TMC
07-10-2025, 07:22 PM
...before the actor’s post-arrest Tonight Show interview 30 years ago today
https://latenighter.com/features/jay-leno-revisits-his-hugh-grant-interview-on-its-30th-anniversary/
On the early morning hours of June 27, 1995, Grant was arrested in Hollywood with sex worker Divine Brown. On July 10, 1995, Grant submitted to his first interview since his arrest on Leno's Tonight Show, with Leno greeting him with his famous question: “What the hell were you thinking?” (https://www.youtube.com/watch?v=LtItMwwoiVY) Leno, not knowing about the 30-year anniversary, tells LateNighter’s Bill Carter that he spoke to Grant before their interview. “I just went in to see him and I said, ‘I gotta ask this. I’m not going to ambush you or anything,” said Leno. “But I gotta ask.’ He says Grant understood. “He was good guy about it.” As Carter notes, "according to late-night lore, the Grant appearance was the launching pad to Leno’s eventual and lasting dominance in the late-night ratings, which until that night had been led consistently for about two years by David Letterman on his then-new CBS show. But as Leno recalls it, the huge audience he received that night was more the nudge over the top after a steady upward climb for his show. Things had already shifted in his direction for a period of months, helped by adjustments he and his producer Debbie Vickers had made—moving Jay close to the audience for his monologue for example—improved NBC programming in prime time (ER had premiered the previous fall), and massive fumbles by CBS, led by losing rights to NFL football. But big moments are easier to remember, and Hugh Grant’s honest and somehow sweet self-abasement before an audience of hundreds in a studio and multi-millions on TV certainly played like a watershed event."
https://latenighter.com/features/jay-leno-revisits-his-hugh-grant-interview-on-its-30th-anniversary/
On the early morning hours of June 27, 1995, Grant was arrested in Hollywood with sex worker Divine Brown. On July 10, 1995, Grant submitted to his first interview since his arrest on Leno's Tonight Show, with Leno greeting him with his famous question: “What the hell were you thinking?” (https://www.youtube.com/watch?v=LtItMwwoiVY) Leno, not knowing about the 30-year anniversary, tells LateNighter’s Bill Carter that he spoke to Grant before their interview. “I just went in to see him and I said, ‘I gotta ask this. I’m not going to ambush you or anything,” said Leno. “But I gotta ask.’ He says Grant understood. “He was good guy about it.” As Carter notes, "according to late-night lore, the Grant appearance was the launching pad to Leno’s eventual and lasting dominance in the late-night ratings, which until that night had been led consistently for about two years by David Letterman on his then-new CBS show. But as Leno recalls it, the huge audience he received that night was more the nudge over the top after a steady upward climb for his show. Things had already shifted in his direction for a period of months, helped by adjustments he and his producer Debbie Vickers had made—moving Jay close to the audience for his monologue for example—improved NBC programming in prime time (ER had premiered the previous fall), and massive fumbles by CBS, led by losing rights to NFL football. But big moments are easier to remember, and Hugh Grant’s honest and somehow sweet self-abasement before an audience of hundreds in a studio and multi-millions on TV certainly played like a watershed event."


__Exercise aim__: Exclude images, then output the remaining data verbatim.

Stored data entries
-------------------------

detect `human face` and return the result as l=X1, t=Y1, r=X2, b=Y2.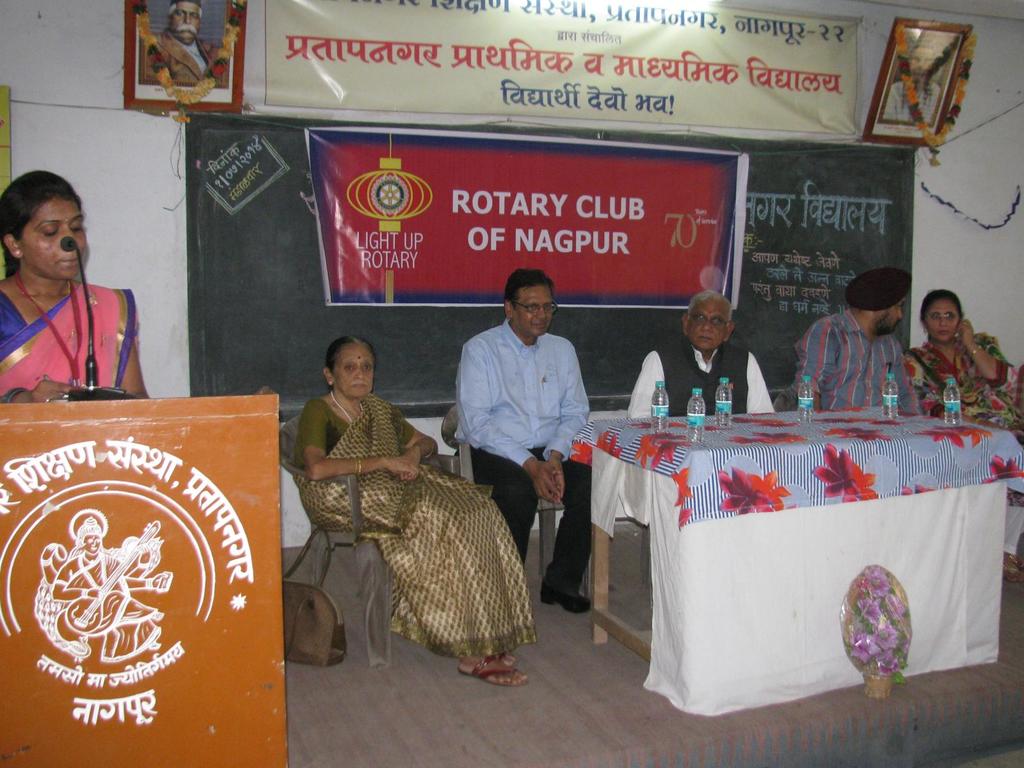
l=337, t=342, r=375, b=399.
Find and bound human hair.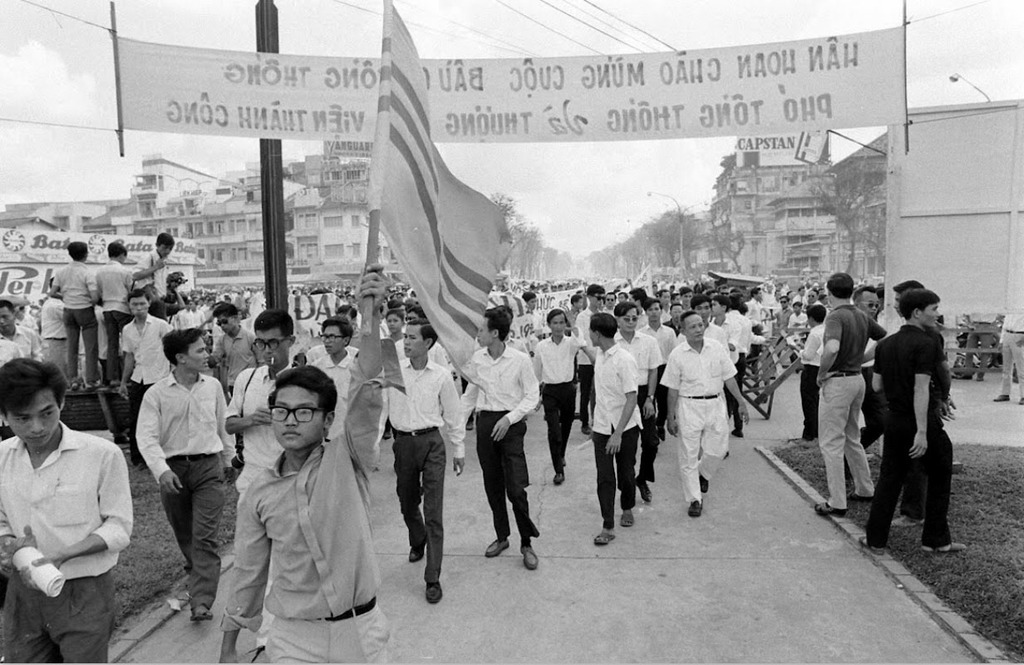
Bound: 894, 278, 923, 294.
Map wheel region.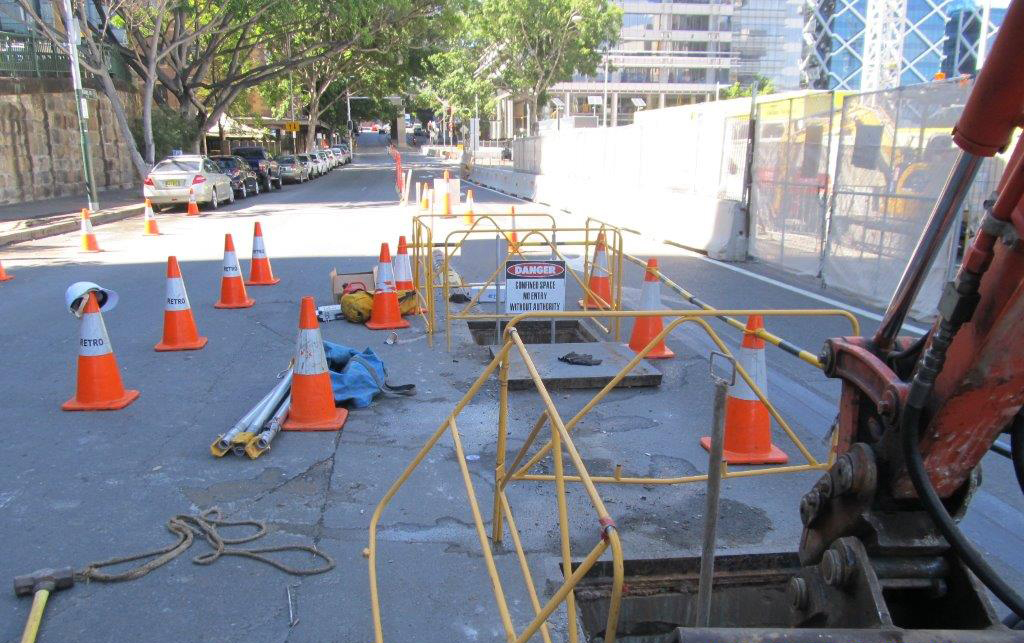
Mapped to [left=226, top=183, right=234, bottom=203].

-------------------------

__Output of the task__:
detect `human face` and return the result as l=X1, t=Y1, r=X2, b=Y2.
l=337, t=342, r=375, b=399.
Find and bound human hair.
Bound: 894, 278, 923, 294.
Map wheel region.
Mapped to [left=226, top=183, right=234, bottom=203].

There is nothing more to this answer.